Abstract:To date, mainstream target speech separation (TSS) approaches are formulated to estimate the complex ratio mask (cRM) of the target speech in time-frequency domain under supervised deep learning framework. However, the existing deep models for estimating cRM are designed in the way that the real and imaginary parts of the cRM are separately modeled using real-valued training data pairs. The research motivation of this study is to design a deep model that fully exploits the temporal-spectral-spatial information of multi-channel signals for estimating cRM directly and efficiently in complex domain. As a result, a novel TSS network is designed consisting of two modules, a complex neural spatial filter (cNSF) and an MVDR. Essentially, cNSF is a cRM estimation model and an MVDR module is cascaded to the cNSF module to reduce the nonlinear speech distortions introduced by neural network. Specifically, to fit the cRM target, all input features of cNSF are reformulated into complex-valued representations following the supervised learning paradigm. Then, to achieve good hierarchical feature abstraction, a complex deep neural network (cDNN) is delicately designed with U-Net structure.
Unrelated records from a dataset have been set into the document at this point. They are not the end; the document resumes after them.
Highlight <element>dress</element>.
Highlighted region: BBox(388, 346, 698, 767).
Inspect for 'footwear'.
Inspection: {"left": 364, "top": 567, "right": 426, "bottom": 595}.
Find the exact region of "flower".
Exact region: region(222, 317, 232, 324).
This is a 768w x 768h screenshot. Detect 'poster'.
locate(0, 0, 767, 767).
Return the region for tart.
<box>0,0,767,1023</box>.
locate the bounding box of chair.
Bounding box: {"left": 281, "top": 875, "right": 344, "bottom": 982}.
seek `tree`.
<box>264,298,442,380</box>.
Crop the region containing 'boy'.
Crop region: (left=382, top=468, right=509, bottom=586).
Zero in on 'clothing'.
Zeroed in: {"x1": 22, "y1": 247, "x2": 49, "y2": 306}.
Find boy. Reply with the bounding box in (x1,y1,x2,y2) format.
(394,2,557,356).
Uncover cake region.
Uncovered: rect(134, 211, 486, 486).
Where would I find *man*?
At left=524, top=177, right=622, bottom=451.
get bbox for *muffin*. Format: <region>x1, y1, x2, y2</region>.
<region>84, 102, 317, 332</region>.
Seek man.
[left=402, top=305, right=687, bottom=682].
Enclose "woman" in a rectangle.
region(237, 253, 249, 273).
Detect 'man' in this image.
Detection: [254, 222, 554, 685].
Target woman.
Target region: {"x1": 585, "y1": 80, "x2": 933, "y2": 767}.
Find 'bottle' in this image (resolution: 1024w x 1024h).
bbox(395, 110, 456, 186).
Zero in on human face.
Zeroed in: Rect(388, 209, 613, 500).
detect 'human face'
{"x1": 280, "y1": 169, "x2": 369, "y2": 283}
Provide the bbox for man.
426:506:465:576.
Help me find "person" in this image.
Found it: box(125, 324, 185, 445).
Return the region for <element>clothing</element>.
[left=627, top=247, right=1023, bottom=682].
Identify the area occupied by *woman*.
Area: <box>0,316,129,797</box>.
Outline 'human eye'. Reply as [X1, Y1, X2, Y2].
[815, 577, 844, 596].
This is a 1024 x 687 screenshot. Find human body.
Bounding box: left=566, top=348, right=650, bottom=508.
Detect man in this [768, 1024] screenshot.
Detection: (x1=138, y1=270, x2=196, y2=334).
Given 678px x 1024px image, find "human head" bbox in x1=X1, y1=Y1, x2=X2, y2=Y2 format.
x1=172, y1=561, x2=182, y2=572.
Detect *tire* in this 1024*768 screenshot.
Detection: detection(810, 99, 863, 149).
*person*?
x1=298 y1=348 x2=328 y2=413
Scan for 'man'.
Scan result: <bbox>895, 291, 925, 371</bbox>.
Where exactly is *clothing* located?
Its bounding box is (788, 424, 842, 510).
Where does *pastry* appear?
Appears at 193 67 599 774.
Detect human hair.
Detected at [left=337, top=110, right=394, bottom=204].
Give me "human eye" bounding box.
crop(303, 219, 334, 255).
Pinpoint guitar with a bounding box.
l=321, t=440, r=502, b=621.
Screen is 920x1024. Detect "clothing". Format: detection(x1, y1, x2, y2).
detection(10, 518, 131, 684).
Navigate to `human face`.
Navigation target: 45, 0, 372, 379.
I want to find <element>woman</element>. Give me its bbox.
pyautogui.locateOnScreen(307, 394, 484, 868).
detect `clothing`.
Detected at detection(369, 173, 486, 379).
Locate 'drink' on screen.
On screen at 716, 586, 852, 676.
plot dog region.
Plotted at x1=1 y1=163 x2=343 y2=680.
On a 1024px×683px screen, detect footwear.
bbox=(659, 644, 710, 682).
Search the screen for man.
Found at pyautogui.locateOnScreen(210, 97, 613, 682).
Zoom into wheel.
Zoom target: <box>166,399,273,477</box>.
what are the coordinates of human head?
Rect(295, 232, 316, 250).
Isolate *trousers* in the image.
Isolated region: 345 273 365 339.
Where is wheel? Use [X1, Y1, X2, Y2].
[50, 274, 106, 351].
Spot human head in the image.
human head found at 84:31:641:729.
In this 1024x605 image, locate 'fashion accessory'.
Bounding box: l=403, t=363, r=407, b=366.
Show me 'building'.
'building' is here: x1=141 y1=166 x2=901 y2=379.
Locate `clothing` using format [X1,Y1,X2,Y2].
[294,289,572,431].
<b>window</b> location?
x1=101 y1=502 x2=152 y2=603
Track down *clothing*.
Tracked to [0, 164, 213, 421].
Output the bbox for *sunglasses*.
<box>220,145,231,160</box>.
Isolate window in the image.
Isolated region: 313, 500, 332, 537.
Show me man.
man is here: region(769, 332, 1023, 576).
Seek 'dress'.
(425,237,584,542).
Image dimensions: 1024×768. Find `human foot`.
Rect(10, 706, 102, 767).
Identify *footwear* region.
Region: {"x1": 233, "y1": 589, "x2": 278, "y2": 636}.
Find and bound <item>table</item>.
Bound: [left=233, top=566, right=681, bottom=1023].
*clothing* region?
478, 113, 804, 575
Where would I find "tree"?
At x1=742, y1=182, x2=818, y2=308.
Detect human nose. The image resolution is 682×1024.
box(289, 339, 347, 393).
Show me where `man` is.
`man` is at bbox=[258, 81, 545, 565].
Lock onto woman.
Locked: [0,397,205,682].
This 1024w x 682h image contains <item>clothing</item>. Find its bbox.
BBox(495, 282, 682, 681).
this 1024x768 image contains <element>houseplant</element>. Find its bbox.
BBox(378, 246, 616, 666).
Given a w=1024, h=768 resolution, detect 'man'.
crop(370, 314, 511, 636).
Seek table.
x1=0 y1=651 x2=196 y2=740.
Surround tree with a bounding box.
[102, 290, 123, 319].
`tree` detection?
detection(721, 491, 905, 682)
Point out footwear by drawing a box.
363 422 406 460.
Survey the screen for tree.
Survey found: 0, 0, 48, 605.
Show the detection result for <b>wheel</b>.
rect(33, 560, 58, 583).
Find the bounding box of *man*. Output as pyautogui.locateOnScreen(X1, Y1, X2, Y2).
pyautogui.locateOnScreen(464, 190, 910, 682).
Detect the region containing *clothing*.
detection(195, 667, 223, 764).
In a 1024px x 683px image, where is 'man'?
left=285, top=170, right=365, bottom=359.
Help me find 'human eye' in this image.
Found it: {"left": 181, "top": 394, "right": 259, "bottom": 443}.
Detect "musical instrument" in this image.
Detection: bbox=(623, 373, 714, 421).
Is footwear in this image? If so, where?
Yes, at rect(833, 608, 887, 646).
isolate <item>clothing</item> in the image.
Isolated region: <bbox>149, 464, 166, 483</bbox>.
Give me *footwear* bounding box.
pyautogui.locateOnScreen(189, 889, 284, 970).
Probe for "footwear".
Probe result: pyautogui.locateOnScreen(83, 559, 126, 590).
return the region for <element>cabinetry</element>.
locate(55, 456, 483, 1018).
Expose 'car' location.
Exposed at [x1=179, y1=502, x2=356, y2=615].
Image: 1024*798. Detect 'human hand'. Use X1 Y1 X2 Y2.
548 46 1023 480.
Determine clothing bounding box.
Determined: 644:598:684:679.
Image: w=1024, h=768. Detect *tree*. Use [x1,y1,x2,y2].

Experiments conducted on simulated multi-channel speech data demonstrate the proposed cNSF outperforms the baseline NSF by 12.1% scale-invariant signal-to-distortion ratio and 33.1% word error rate.
Abstract:Transformer-based self-supervised models are trained as feature extractors and have empowered many downstream speech tasks to achieve state-of-the-art performance. However, both the training and inference process of these models may encounter prohibitively high computational cost and large parameter budget. Although Parameter Sharing Strategy (PSS) proposed in ALBERT paves the way for parameter reduction, the computation required remains the same. Interestingly, we found in experiments that distributions of feature embeddings from different Transformer layers are similar when PSS is integrated: a property termed as Layer Consistency (LC) in this paper. Given this similarity of feature distributions, we assume that feature embeddings from different layers would have similar representing power. In this work, Layer Consistency enables us to adopt Transformer-based models in a more efficient manner: the number of Conformer layers in each training iteration could be uniformly sampled and Shallow Layer Inference (SLI) could be applied to reduce the number of layers in inference stage. In experiments, our models are trained with LibriSpeech dataset and then evaluated on both phone classification and Speech Recognition tasks. We experimentally achieve 7.8X parameter reduction, 41.9% training speedup and 37.7% inference speedup while maintaining comparable performance with conventional BERT-like self-supervised methods.